With the new adaptation of Black Beauty coming to Disney Plus, director Ashley Avis and actors Kate Winslet, Iain Glen, and Mackenzie Foy prove there are still good horse movies to be made.
“When our producers wanted to remake Black Beauty, they wanted two things: to modernize the story and to make Black Beauty female,” says Ashley Avis, who directed and wrote the screenplay for the new adaptation of the classic horse tale due out on Disney Plus late this year.
The producers got their wish — and more.
Produced by Constantin Film and JB Pictures, the newly reimagined Black Beauty revolves around a wild mustang born in the American West, captured, and taken from her family; and Jo Green, a 17-year-old girl grieving the loss of both parents, who is healed by the horse-human bond. It stars Oscar winner Kate Winslet, voicing the inner thoughts of the horse; Mackenzie Foy (Interstellar) as Jo Green; and Iain Glen (Game of Thrones) as horse whisperer John Manly.
“Having grown up with the book, which had such a big impact on my life, I wanted to honor as many parallels as I could find in a modern light — the original characters, the messages,” Avis says. “What I didn’t want to do was just take the idea and change everything.” She struggled the most with the origin of the titular horse: “What would be the parallel now of an 1800s carriage horse in London?”
In researching Anna Sewell’s 1877 novel, Avis discovered that the English writer’s mission was to improve the treatment of horses of her day by writing a story that would help people empathize with the plight of the animals in Victorian England. “She was a trailblazer for the horses of her time,” Avis says. “Reading about the wild-horse issue and what is going on now, I felt like we could do the same thing with Black Beauty, to help horses of our time. In our version, Beauty was born a wild horse, was rounded up in the American West, and taken away from her family. She then goes to Birtwick Stables, and we introduce the world of those characters from the book in more a modern light.”
Sewell’s novel is now almost 150 years old. Although she intended it for adults — mainly to engender kindness and sympathy in people who worked with horses in Victorian England — it’s today considered a children’s classic and remains a bestselling children’s novel. One of the first novels in the English language to be told from an animal’s point of view, the story foreshadowed natural horsemanship in its advocacy for kinder, gentler treatment of horses and its view that animals are not just beasts of burden but sentient beings who are able to develop a rapport with humans…(CONTINUED)
Categories: Horse News, The Force of the Horse, Wild Horses/Mustangs
I hope it tells the Wild Horse story well enough to TEACH people who havent realized whats done to them.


## Your task
Retype, word for word, the line holding "Return the region for woman." and each line after it down to the end of the data; pictures are not copied.

## Materials provided
────────────────

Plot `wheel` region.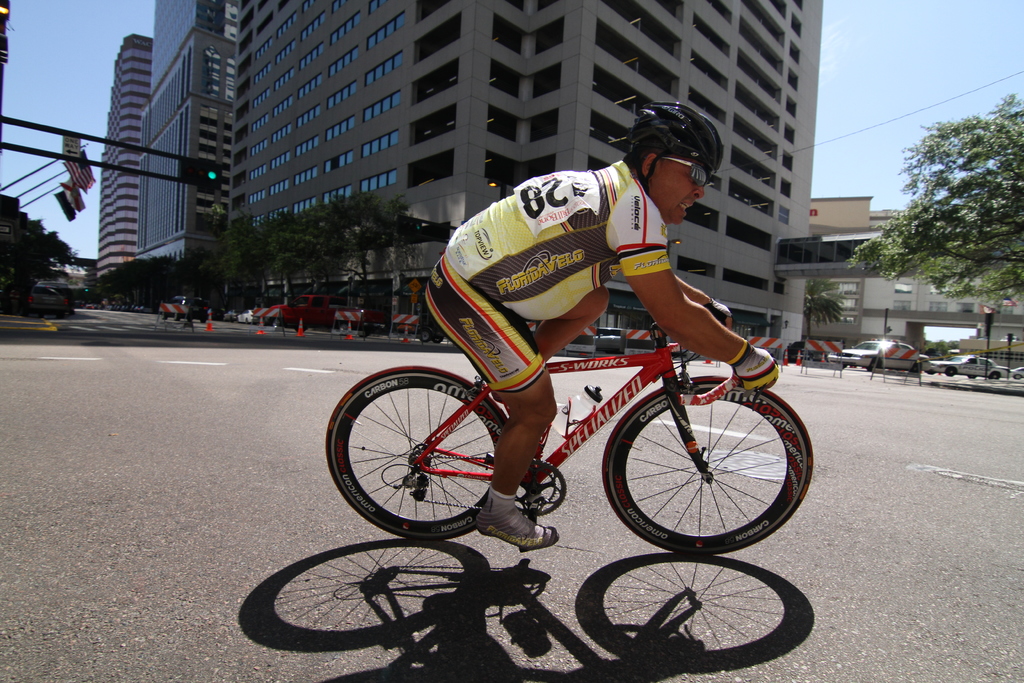
Plotted at (322, 365, 508, 541).
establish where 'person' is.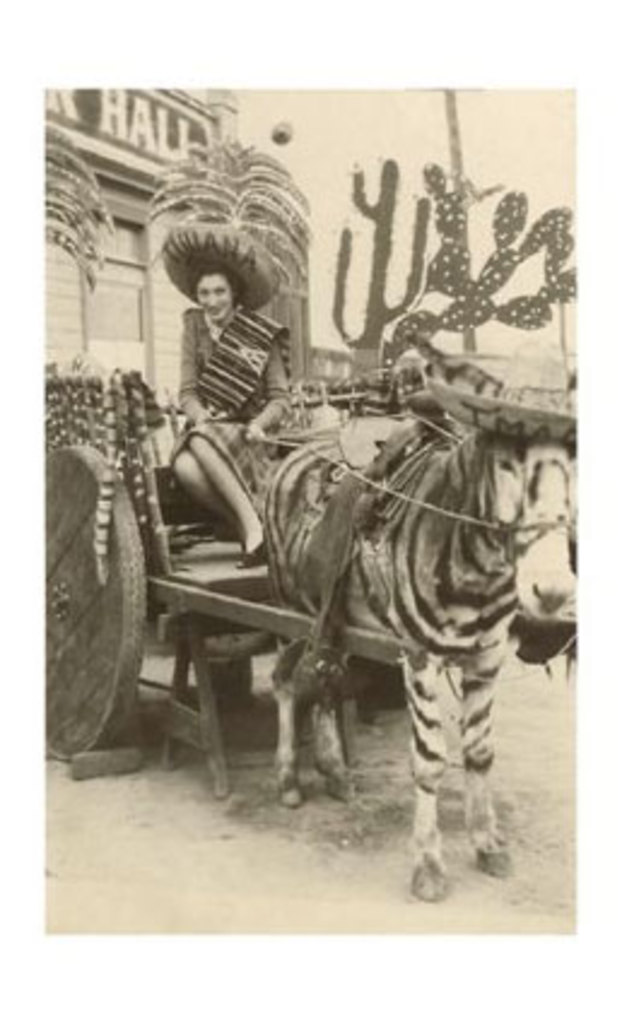
Established at box=[152, 224, 301, 585].
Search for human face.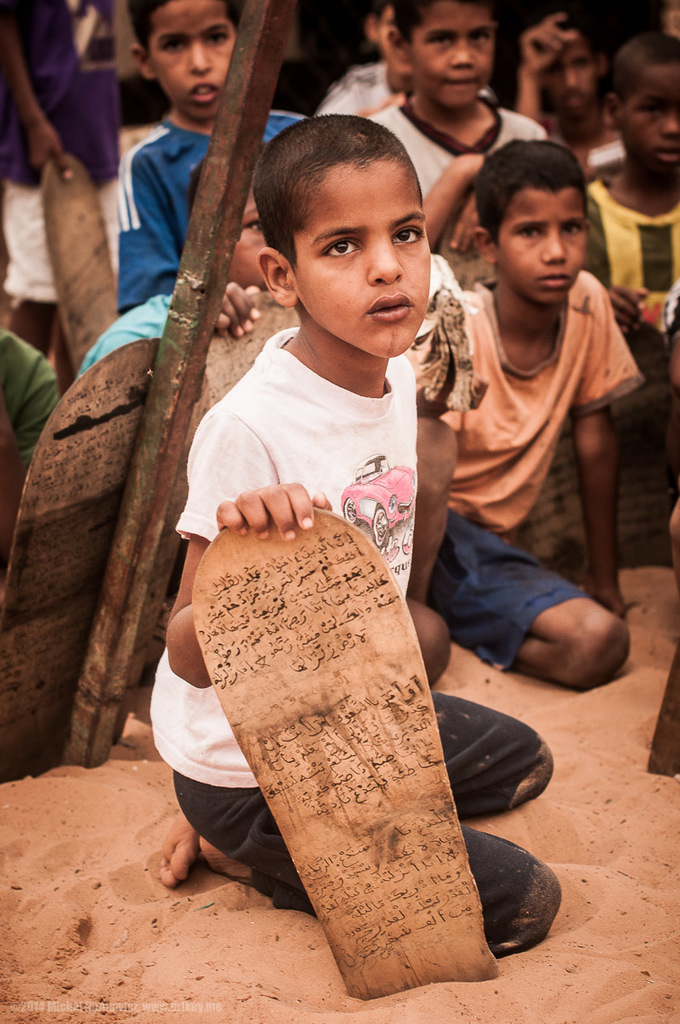
Found at left=149, top=2, right=237, bottom=117.
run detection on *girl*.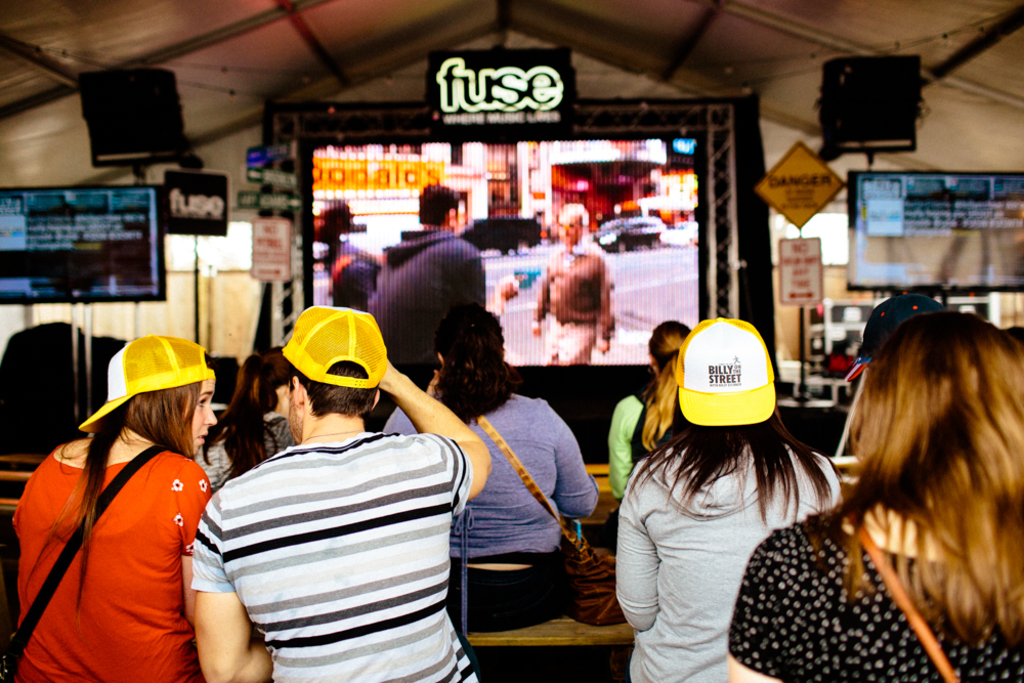
Result: (left=608, top=315, right=844, bottom=682).
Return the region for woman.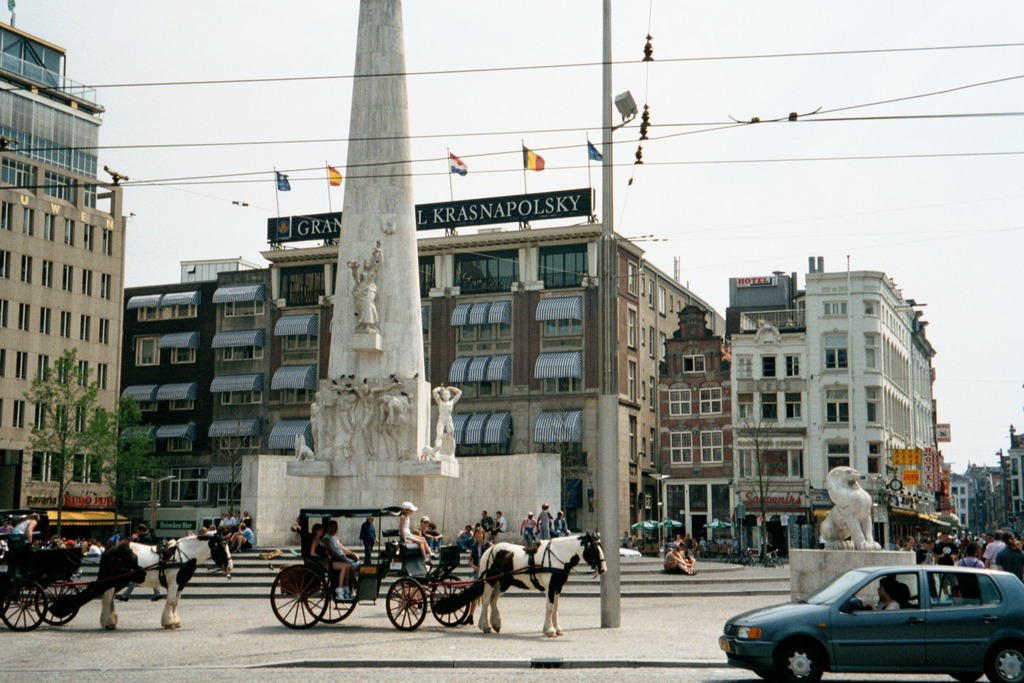
(left=463, top=530, right=497, bottom=623).
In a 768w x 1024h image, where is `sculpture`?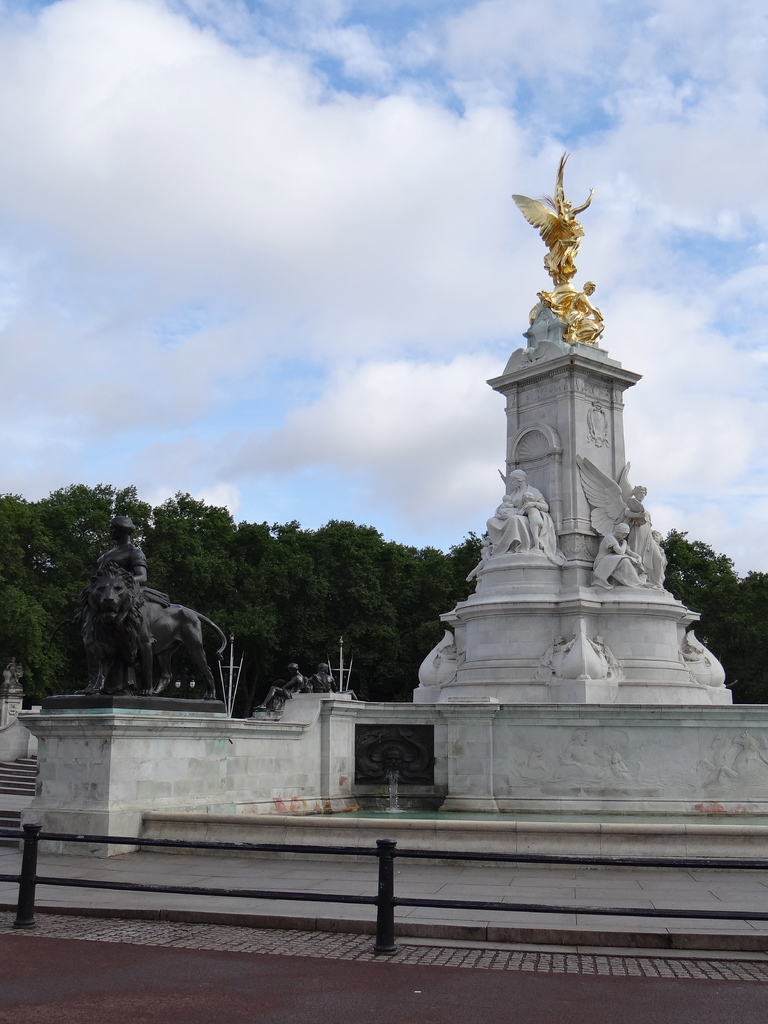
bbox=(679, 636, 707, 660).
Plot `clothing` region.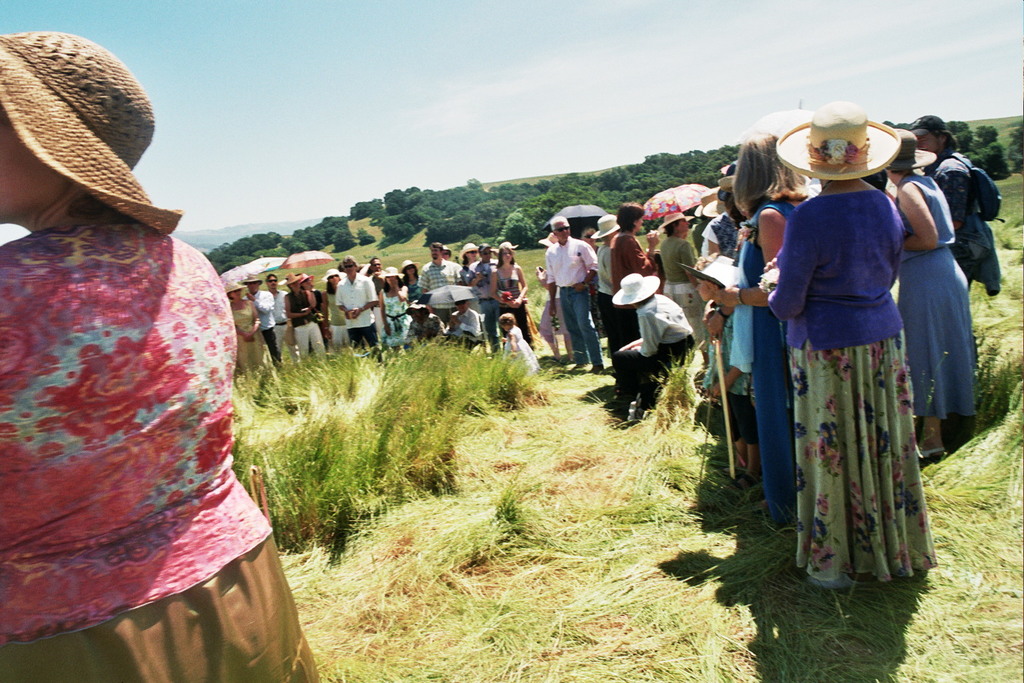
Plotted at box(611, 233, 658, 341).
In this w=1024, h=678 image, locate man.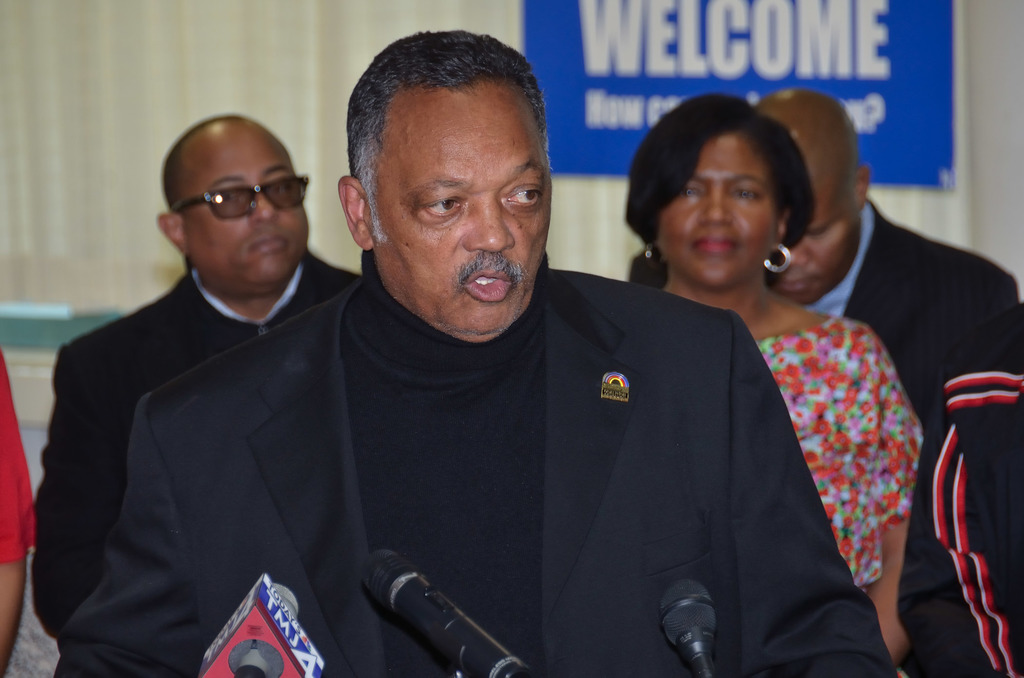
Bounding box: box=[745, 80, 1023, 677].
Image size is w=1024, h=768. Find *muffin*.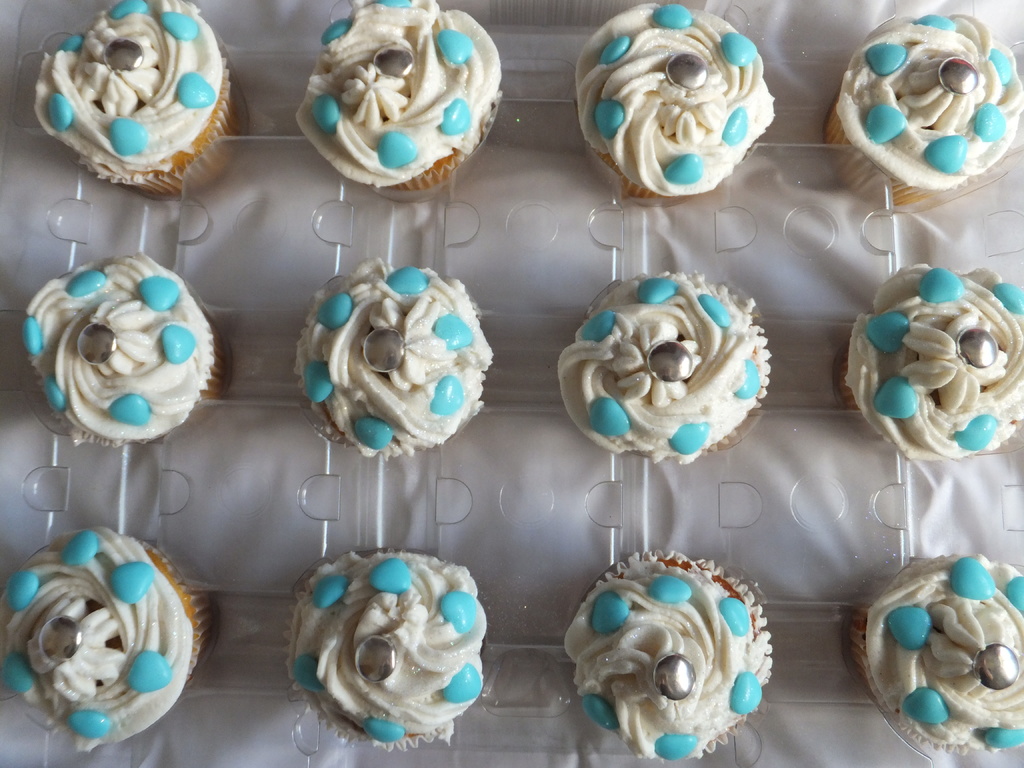
rect(819, 9, 1023, 212).
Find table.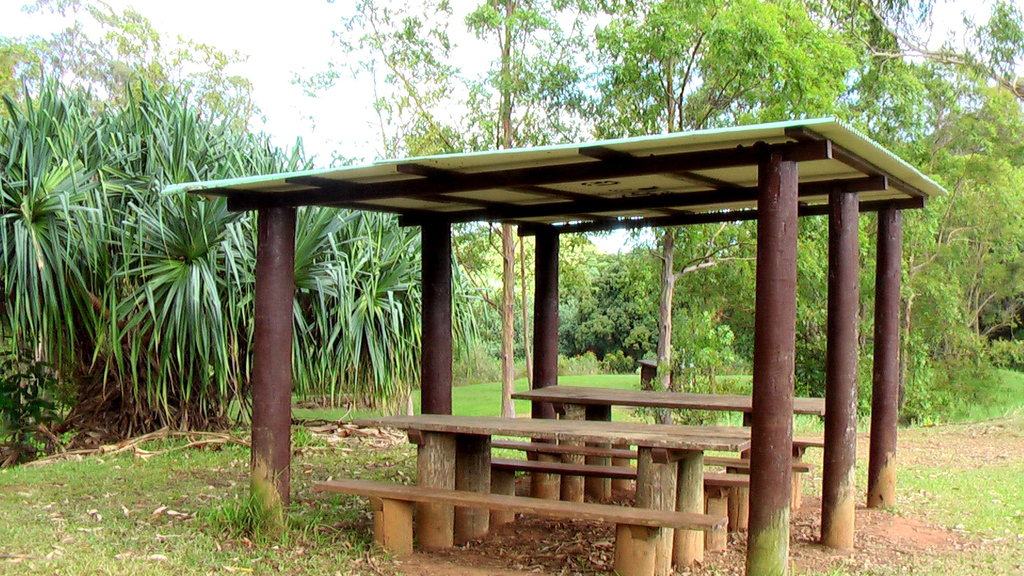
l=353, t=413, r=751, b=575.
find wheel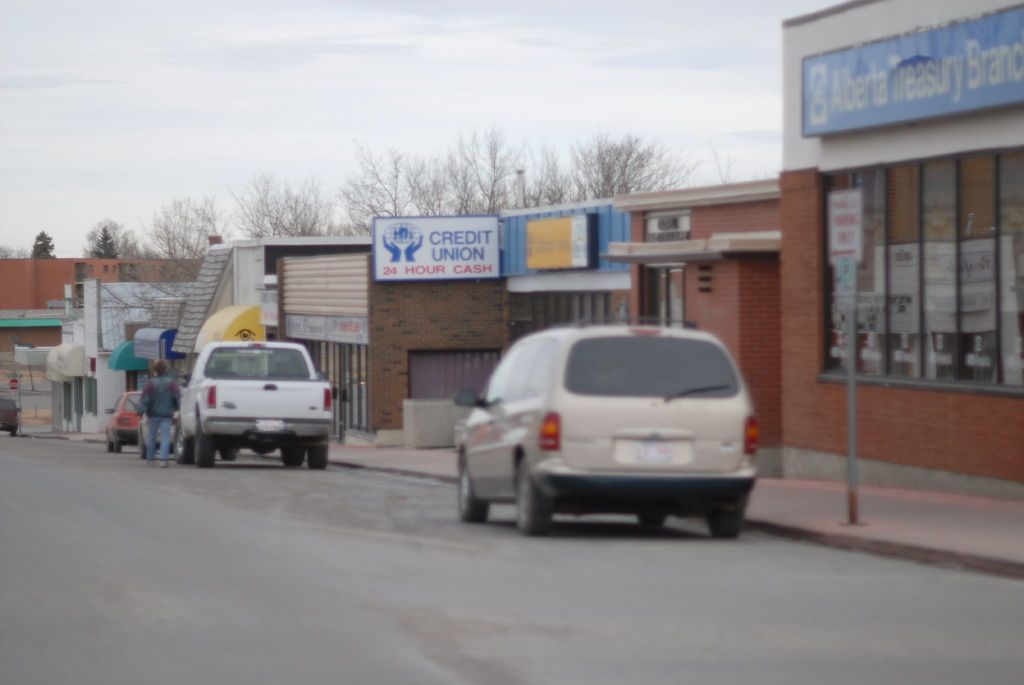
detection(283, 447, 305, 472)
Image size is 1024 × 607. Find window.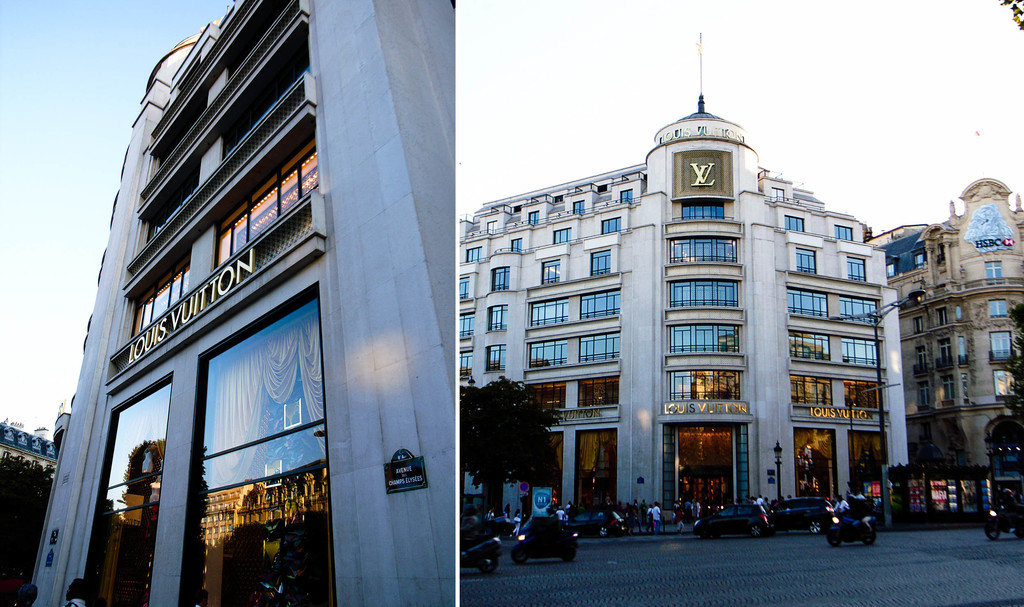
<bbox>552, 226, 570, 242</bbox>.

────────────────

## Task response
Return the region for woman.
(left=463, top=530, right=497, bottom=623).
In a 768w x 1024h image, where is `sculpture`?
bbox=(679, 636, 707, 660).
Plot `clothing` region.
Plotted at box(611, 233, 658, 341).
In this w=1024, h=678 image, locate man.
Bounding box: box=[745, 80, 1023, 677].
Image size is w=1024, h=768. Find *muffin*.
rect(819, 9, 1023, 212).
Find table.
l=353, t=413, r=751, b=575.
find wheel
detection(283, 447, 305, 472)
Image size is 1024 × 607. Find window.
<bbox>552, 226, 570, 242</bbox>.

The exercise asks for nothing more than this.